If the beer isn’t carbonated at the time of racking, I don’t know that there’s any advantage to pressurizing the receiving keg.
You could just purge it fully (by filling completely with sanitizer and pushing it all out with CO2) and then rack in through the liquid post while running some tubing off the gas post into a container of sanitizer. It helps with the purging if you trim the gas dip tube.
Here’s one idea based on the linked probrewer thread in the OP.
Connect a gas QD with a few feet of tubing (nothing connected to far end of the tubing) to receiving keg’s gas post. The end of this tubing can go into a bucket under water (air lock). The air lock will prevent air (oxygen) from going back into the receiving keg.
Transfer into the receiving keg until bubbles stop and beer comes out of the gas line and into the water.
Then serve a few ounces from the receiving keg to lower the liquid level away from the gas post.
Fair enough. The reason the guy in the link is pressurizing the kegs is because he is filling them with beer that is already carbonated. Without back pressure on the receiving keg, CO2 would start coming out of solution and it’d be a foamy mess.
Pressurizing them alone won’t get rid of all the oxygen though; you’re still going to want to do a proper CO2 purge.
If you chill the beer before you rack it, you will see the line of condensation creeping up the side of the keg as you fill, and it’ll give you a good idea of when it’s full.
I have tried a digital scale a while back… it was a pain and not real accurate and still had beer coming out the prv and or the gas port.
If beer goes out of the gas post for a bit Is it any worse then having beer go out the liquid side normally?
I originally thought that it was bad… but not sure now?
thanks for the ideas.
I will try and setup something like the pic above and have a separate “spill over” keg with the spunding valve on it with dedicated lines as to not contaminate my serving gas lines.
Hoping the effort keep oxygen exposure very low and that will make the beer taste better, especially the hoppy ones.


| Work item |
Verbatim copy without pictures. Please print every entry as it stands.

::: Listed entries :::

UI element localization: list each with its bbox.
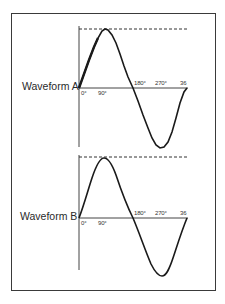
waveform-a-label: Waveform A (22, 80, 79, 92)
waveform-b-label: Waveform B (20, 210, 77, 222)
waveform-a-tick-270: 270° (155, 80, 167, 86)
waveform-a-tick-90: 90° (98, 90, 106, 96)
waveform-a-plot (79, 26, 189, 148)
waveform-b-tick-180: 180° (134, 210, 146, 216)
waveform-a-tick-360: 36 (180, 80, 186, 86)
waveform-plots (0, 0, 225, 304)
waveform-b-tick-0: 0° (81, 220, 86, 226)
waveform-b-tick-270: 270° (155, 210, 167, 216)
waveform-b-tick-90: 90° (98, 220, 106, 226)
waveform-a-tick-0: 0° (81, 90, 86, 96)
waveform-b-curve (79, 158, 187, 276)
waveform-a-tick-180: 180° (134, 80, 146, 86)
waveform-b-tick-360: 36 (180, 210, 186, 216)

:::

| Response area |
UI element localization: list each with its bbox.
waveform-a-label: Waveform A (22, 80, 79, 92)
waveform-b-label: Waveform B (20, 210, 77, 222)
waveform-a-tick-270: 270° (155, 80, 167, 86)
waveform-a-tick-90: 90° (98, 90, 106, 96)
waveform-a-plot (79, 26, 189, 148)
waveform-b-tick-180: 180° (134, 210, 146, 216)
waveform-a-tick-360: 36 (180, 80, 186, 86)
waveform-plots (0, 0, 225, 304)
waveform-b-tick-0: 0° (81, 220, 86, 226)
waveform-b-tick-270: 270° (155, 210, 167, 216)
waveform-b-tick-90: 90° (98, 220, 106, 226)
waveform-a-tick-0: 0° (81, 90, 86, 96)
waveform-b-curve (79, 158, 187, 276)
waveform-a-tick-180: 180° (134, 80, 146, 86)
waveform-b-tick-360: 36 (180, 210, 186, 216)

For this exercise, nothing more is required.